John Williams Calkin[1] (11 October 1909, New Rochelle, New York – 5 August 1964, Westhampton, New York) was an American mathematician, specializing in functional analysis. The Calkin algebra is named after him.[2]

Photo from Calkin's identification badge at Los Alamos.

Biography edit

Calkin received his bachelor's degree from Columbia University in 1933 and his master's degree in 1934 and Ph.D. in 1937 from Harvard University. His doctoral dissertation Applications of the Theory of Hilbert Space to Partial Differential Equations; the Self-Adjoint Transformations in Hilbert Space Associated with a Formal Partial Differential Operator of the Second Order and Elliptic Type ) was supervised by Marshall H. Stone. In the dissertation, Calkin acknowledges useful discussions with John von Neumann.[3] At the Institute for Advanced Study, Calkin was a research assistant for the academic year 1937–1938 (working with Oswald Veblen and von Neumann) and in the first eight months of 1942.[4][3] From 1938 to 1942 he was an assistant professor at the University of New Hampshire and then at Chicago's Illinois Institute of Technology. During the late 1930s and early 1940s he wrote several important papers on operator theory and its applications to partial differential equations.[5]

During World War II Calkin was part of a mine warfare operations analysis group with J.L. Doob, J. von Neumann, and M.H. Stone. Von Neumann and Calkin worked on shock waves and damage by explosives; they were sent to England to learn of the progress under way there. When it appeared that their special knowledge would be useful for the Manhattan Project, they moved to Los Alamos.[3]

From Los Alamos, Calkin went in 1946 as a Guggenheim Fellow[6] to the California Institute of Technology. He later taught at the Rice Institute (renamed Rice University in 1960), before he returned in 1949 to Los Alamos Scientific Laboratory as a member of the theoretical division.[5] There he worked on the development of the H-bomb.

In 1958, he accepted a consulting appointment at New York University and at Brookhaven National Laboratory and, in 1961, was named head, and then chairman of the Applied Mathematics Department.[5]

Upon his death he was survived by his widow, Emilienne Calkin (1922–2000), and his son, Brant Calkin (born 1934), from a previous marriage (to Eileen Calkin).[7] Brant Calkin is an environmental activist in New Mexico and Utah and former president of the Sierra Club.[8]

Selected publications edit

See also edit

References edit

  1. ^ Mac Lane, Saunders (February 1997). "Requiem for the Skillful" (PDF). Notices of the AMS. 44 (2): 207–208. Mac Lane mentions Jack Calkin as one of the few mathematicians working in the Manhattan Project in Los Alamos, with John von Neumann, Stanislaw Ulam, C. J. Everett, and Paul Olum.
  2. ^ Calkin, John W. (1941). "Two-sided ideals and congruences in the ring of bounded operators in Hilbert space". Annals of Mathematics. 42 (4): 839–873. doi:10.2307/1968771. JSTOR 1968771.
  3. ^ a b c Hassi, Seppo; de Snoo, Hendrik S. V.; Szafraniec, Franciszek Hugon (2012). "John Williams Calkin: a short biography". Operator Methods for Boundary Value Problems. pp. 1–2. doi:10.1017/CBO9781139135061.002. ISBN 9781139135061.
  4. ^ "John W. Calkin". Institute for Advanced Study.
  5. ^ a b c "John W. Calkin". Physics Today. 17 (11): 102–105. 1964. doi:10.1063/1.3051213.
  6. ^ "John W. Calkin". John Simon Guggenheim Memorial Foundation.
  7. ^ "John W. Calkin, A Mathematician; Brookhaven Official Dead—Was at Los Alamos". NY Times. 6 August 1964.
  8. ^ Groene, Scott. "Brant Calkin". canyoncountryzephyr.com.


= WHAT YOU ARE ASKED TO DO =
Where the string "marker" appears in a line of the material below, copy that line.
(EXERCISE DATA begins)
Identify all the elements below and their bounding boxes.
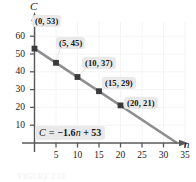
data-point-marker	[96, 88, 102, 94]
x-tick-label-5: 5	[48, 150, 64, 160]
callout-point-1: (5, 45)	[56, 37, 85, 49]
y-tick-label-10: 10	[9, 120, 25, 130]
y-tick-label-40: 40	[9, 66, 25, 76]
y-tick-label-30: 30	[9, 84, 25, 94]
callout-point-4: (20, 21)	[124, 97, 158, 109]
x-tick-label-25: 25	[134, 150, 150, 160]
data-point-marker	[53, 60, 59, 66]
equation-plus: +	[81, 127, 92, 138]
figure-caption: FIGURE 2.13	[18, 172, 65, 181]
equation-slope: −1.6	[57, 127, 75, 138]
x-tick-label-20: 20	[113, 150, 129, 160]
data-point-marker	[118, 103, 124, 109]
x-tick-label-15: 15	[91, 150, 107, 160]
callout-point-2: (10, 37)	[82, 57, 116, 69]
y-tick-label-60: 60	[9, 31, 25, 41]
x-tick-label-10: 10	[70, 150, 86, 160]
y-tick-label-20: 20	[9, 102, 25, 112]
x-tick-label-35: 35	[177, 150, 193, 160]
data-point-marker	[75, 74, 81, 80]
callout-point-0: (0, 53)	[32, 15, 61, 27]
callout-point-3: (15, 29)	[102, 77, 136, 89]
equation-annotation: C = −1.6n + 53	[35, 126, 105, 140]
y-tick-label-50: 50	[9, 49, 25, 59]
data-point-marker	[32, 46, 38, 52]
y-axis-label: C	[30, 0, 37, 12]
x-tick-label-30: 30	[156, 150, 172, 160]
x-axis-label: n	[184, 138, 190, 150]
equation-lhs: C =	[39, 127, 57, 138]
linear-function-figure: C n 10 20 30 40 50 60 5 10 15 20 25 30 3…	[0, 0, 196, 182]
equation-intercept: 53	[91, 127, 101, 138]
(EXERCISE DATA ends)
(EXERCISE DATA begins)
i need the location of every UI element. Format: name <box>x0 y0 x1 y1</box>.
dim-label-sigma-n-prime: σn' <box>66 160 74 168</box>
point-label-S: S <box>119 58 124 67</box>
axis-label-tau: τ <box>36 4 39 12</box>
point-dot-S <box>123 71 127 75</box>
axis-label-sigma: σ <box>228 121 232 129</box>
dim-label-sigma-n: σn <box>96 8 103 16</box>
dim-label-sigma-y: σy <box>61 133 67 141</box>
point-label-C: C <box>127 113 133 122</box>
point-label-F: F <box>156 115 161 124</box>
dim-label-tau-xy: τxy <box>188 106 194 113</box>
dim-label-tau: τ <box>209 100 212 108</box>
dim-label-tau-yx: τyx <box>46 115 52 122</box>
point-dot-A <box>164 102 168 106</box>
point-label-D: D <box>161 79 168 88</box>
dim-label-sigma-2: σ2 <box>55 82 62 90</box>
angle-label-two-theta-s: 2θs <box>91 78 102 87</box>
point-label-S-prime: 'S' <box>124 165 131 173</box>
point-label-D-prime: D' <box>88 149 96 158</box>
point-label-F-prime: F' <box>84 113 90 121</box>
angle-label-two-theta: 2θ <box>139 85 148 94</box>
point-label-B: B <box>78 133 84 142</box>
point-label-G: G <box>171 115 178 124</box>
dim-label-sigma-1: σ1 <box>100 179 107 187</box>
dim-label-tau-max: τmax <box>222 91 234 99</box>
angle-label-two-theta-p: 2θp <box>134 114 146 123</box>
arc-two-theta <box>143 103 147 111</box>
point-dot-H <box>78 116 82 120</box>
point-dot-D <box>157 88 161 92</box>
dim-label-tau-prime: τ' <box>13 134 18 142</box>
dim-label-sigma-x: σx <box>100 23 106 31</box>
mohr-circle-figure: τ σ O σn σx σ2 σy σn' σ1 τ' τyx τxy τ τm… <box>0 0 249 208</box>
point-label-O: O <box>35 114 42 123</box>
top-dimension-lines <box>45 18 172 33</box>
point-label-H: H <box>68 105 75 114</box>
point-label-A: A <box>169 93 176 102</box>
(EXERCISE DATA ends)
= TASK OUTPUT =
data-point-marker	[96, 88, 102, 94]
data-point-marker	[53, 60, 59, 66]
data-point-marker	[118, 103, 124, 109]
data-point-marker	[75, 74, 81, 80]
data-point-marker	[32, 46, 38, 52]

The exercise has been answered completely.